The value of teaching has been important to Palmieri since his own student days in Rome, where he studied computer science and began doing business in hardware, software, and systems services. “I wasn’t thinking of getting a PhD or leaving Italy,” he says. Then a teacher friend invited him to deliver a lecture on computer architecture. “I learned I loved to teach.” Palmieri says. “The idea of helping someone through a hard problem and having them come out understanding a way to solve it—I thought that would be the most rewarding thing I could do.”
After earning his master’s and doctoral degrees, he was offered a position at Virginia Tech. His work attracted notice, and other schools came calling. “I decided to join Lehigh for two reasons: [CSE professors] Hank Korth and Mike Spear,” Palmieri says. “To go where you can interact with people who know your language, understand where you’re going, and have high standards made Lehigh a clear choice.”
He’s still guided by a vision of working with students to solve problems. The insight that led to faster supercomputers tackled a dilemma inherent in data structure. Unlike a typical laptop that contains four or eight processor cores in a single chip, a supercomputer uses hundreds of cores spread over several chips. Finding data across this vast archipelago of processors requires extensive searching in a process called non-uniform memory access (NUMA). A processor operating in a given NUMA zone is like an island, Palmieri says. If you stay on your own island, speed is high. But if you’re figuratively on Samoa, it will take longer to execute a task if you first have to go to Tuvalu.

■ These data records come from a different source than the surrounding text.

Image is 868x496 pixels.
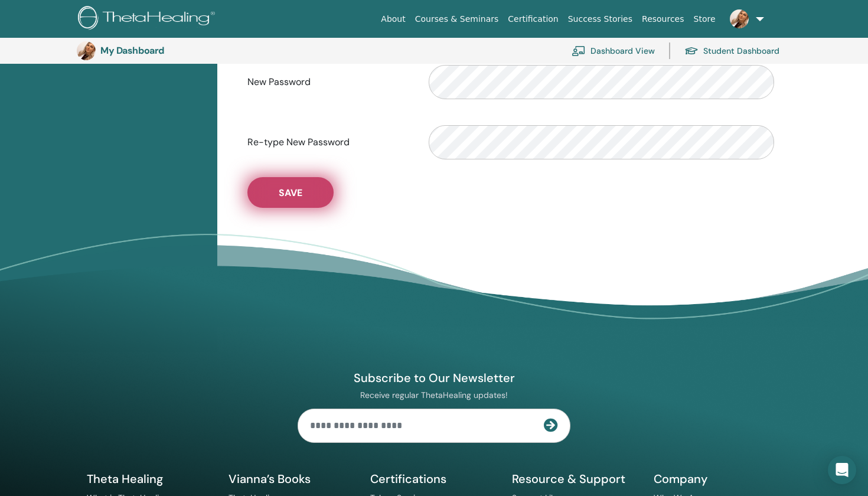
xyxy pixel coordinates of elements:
[564,9,637,30] a: Success Stories
[298,370,570,385] h4: Subscribe to Our Newsletter
[376,9,410,30] a: About
[572,45,586,56] img: chalkboard-teacher.svg
[371,471,498,487] h5: Certifications
[689,9,720,30] a: Store
[87,471,215,487] h5: Theta Healing
[229,471,356,487] h5: Vianna’s Books
[410,9,504,30] a: Courses & Seminars
[100,44,218,56] h3: My Dashboard
[730,9,749,28] img: default.jpg
[503,9,563,30] a: Certification
[512,471,640,487] h5: Resource & Support
[248,177,334,208] button: Save
[298,389,570,401] p: Receive regular ThetaHealing updates!
[637,9,689,30] a: Resources
[828,455,857,484] div: Open Intercom Messenger
[238,71,420,94] label: New Password
[654,471,782,487] h5: Company
[685,38,780,63] a: Student Dashboard
[572,38,655,63] a: Dashboard View
[685,46,699,56] img: graduation-cap.svg
[77,42,95,60] img: default.jpg
[78,6,219,32] img: logo.png
[279,186,303,199] span: Save
[238,131,420,153] label: Re-type New Password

The SSS team exploited the home-island advantage by replicating key metadata that governs core memory across computing units. In effect, they put key data everywhere so processors didn’t have to look for it beyond their own shores. At the same time, the team adopted an organizational strategy that tolerates small skews in metadata across the system. “You don’t have to update the whole system right away if there’s a modification in one island, which would destroy performance,” Palmieri says. “The updates on other islands can happen later.” Within the parameters of the 2018 paper, the system, called NUMASK, was shown to be two to 16 times faster than conventional systems.
“We’re now applying knowledge and expertise from that project and taking it to the next level with more complex architecture,” Palmieri says. One team, led by PhD student Jacob Nelson, is exploring a concept called bundling that helps better discern the path forward when traversing elements within a data structure without compromising speed or accuracy. Another team, led by PhD student dePaul Miller, is investigating use of the massively parallel processing capabilities of graphics processing units (GPUs) for new applications that share data.
Palmieri makes a point to encourage students to pursue their interests, not just his. “Branching out in new directions brings excitement and lets our scope as a research group grow.”